KATN debuted on March 1, 1955, as KFAR-TV, and was Fairbanks' second television station afterKTVF. It became KTTU-TV (no relation to the present-daystation in Tucson, Arizona) on June 18, 1981, and KATN on August 18, 1984. It was the first television station in Fairbanks to broadcast incolor in 1967 (while KTVF was temporarily off the air due to a flood).
KFAR/KTTU was primarily anNBC station with ABC as the secondary network until 1985, when the owners of KIMO (nowKYUR) inAnchorage bought the station, changed the call letters (the ATN in KATN stood for "Alaska Television Network", a consortium of KATN, KIMO, andKJUD inJuneau), and made KATN the primary ABC affiliate. The station continued carrying NBC programs as a secondary affiliate until KTVF switched from CBS to NBC in 1996, in response to KATN's new ownership. Until the launch of KFXF in 1992, they were Fairbanks' only two commercial network stations.
In September 2006, KATN began to show programming fromThe CW (viaThe CW Plus) on its digital subchannel.
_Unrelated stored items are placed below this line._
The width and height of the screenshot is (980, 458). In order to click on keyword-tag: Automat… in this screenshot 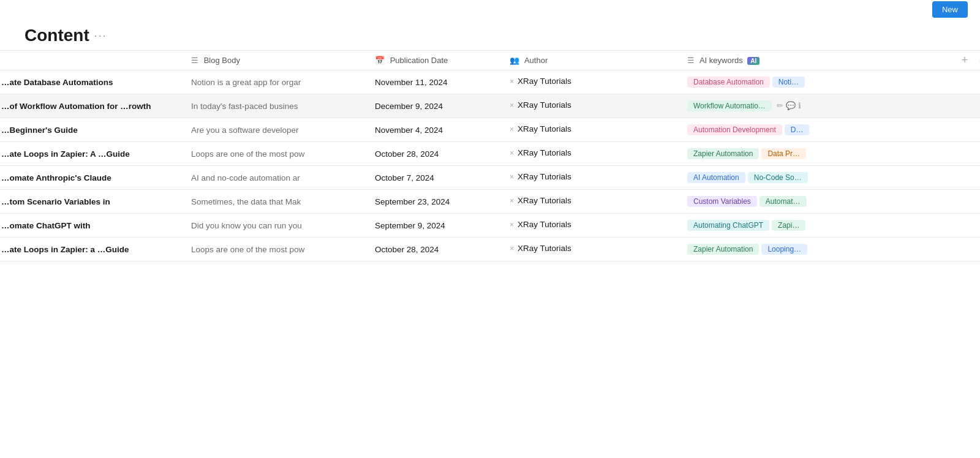, I will do `click(783, 201)`.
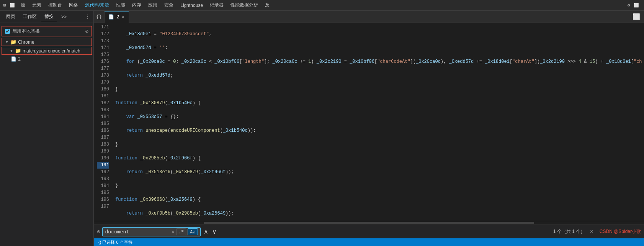 Image resolution: width=644 pixels, height=246 pixels. Describe the element at coordinates (51, 51) in the screenshot. I see `match-folder-label: match.yuanrenxue.cn/match` at that location.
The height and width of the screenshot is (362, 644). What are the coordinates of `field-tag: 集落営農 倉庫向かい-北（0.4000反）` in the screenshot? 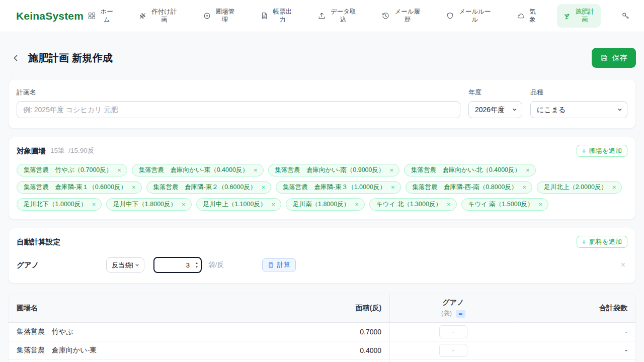 It's located at (470, 170).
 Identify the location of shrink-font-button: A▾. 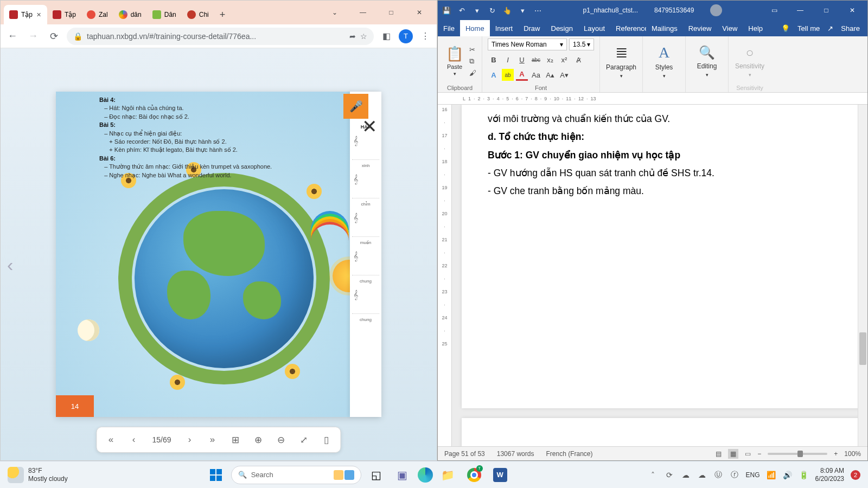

The subchannel is called "Fairbanks CW" and uses the fictional call letters KWFA (the actual call letters of the subchannel are still KATN-DT3).
Smith Media sold KATN and the remainder of the "ABC Alaska's Superstation" system to Vision Alaska LLC in 2010.[6] When the sale was completed, on May 13, 2010,[7] Coastal Television Broadcasting Company, LLC entered into a time brokerage agreement with Vision Alaska to operate KATN and sister station KJUD.[3][4][5]
On October 30, 2017,Fox announced that it would move its Fairbanks affiliation fromKFXF-LD (channel 22) to a subchannel of KATN on November 4.[8]
In 2022, the station and its sisters outsourced their news programming toNews Hub, which had recently been acquired by Coastal Television, asYour Alaska Link News.
The station's signal ismultiplexed:
| Channel | Video | Aspect | Short name | Programming |
|---|---|---|---|---|
| 2.1 | 720p | 16:9 | ABC | ABC |
| 2.2 | FOX | Fox | ||
| 2.3 | 480i | CW | The CW Plus | |
| 2.4 | ION | Ion | ||
| 2.5 | 4:3 | MYSTERY | Ion Mystery | |
| 2.6 | 16:9 | Grit | Grit | |
| 2.7 | CourtTV | Court TV | ||
| 2.8 | Dabl | Dabl |
KATN shut down its analog signal, overVHF channel 2, on June 12, 2009, the official date on which full-power television stations in the United Statestransitioned from analog to digital broadcasts under federal mandate. The station's digital signal remained on its pre-transitionUHF channel 18,[10] usingvirtual channel 2.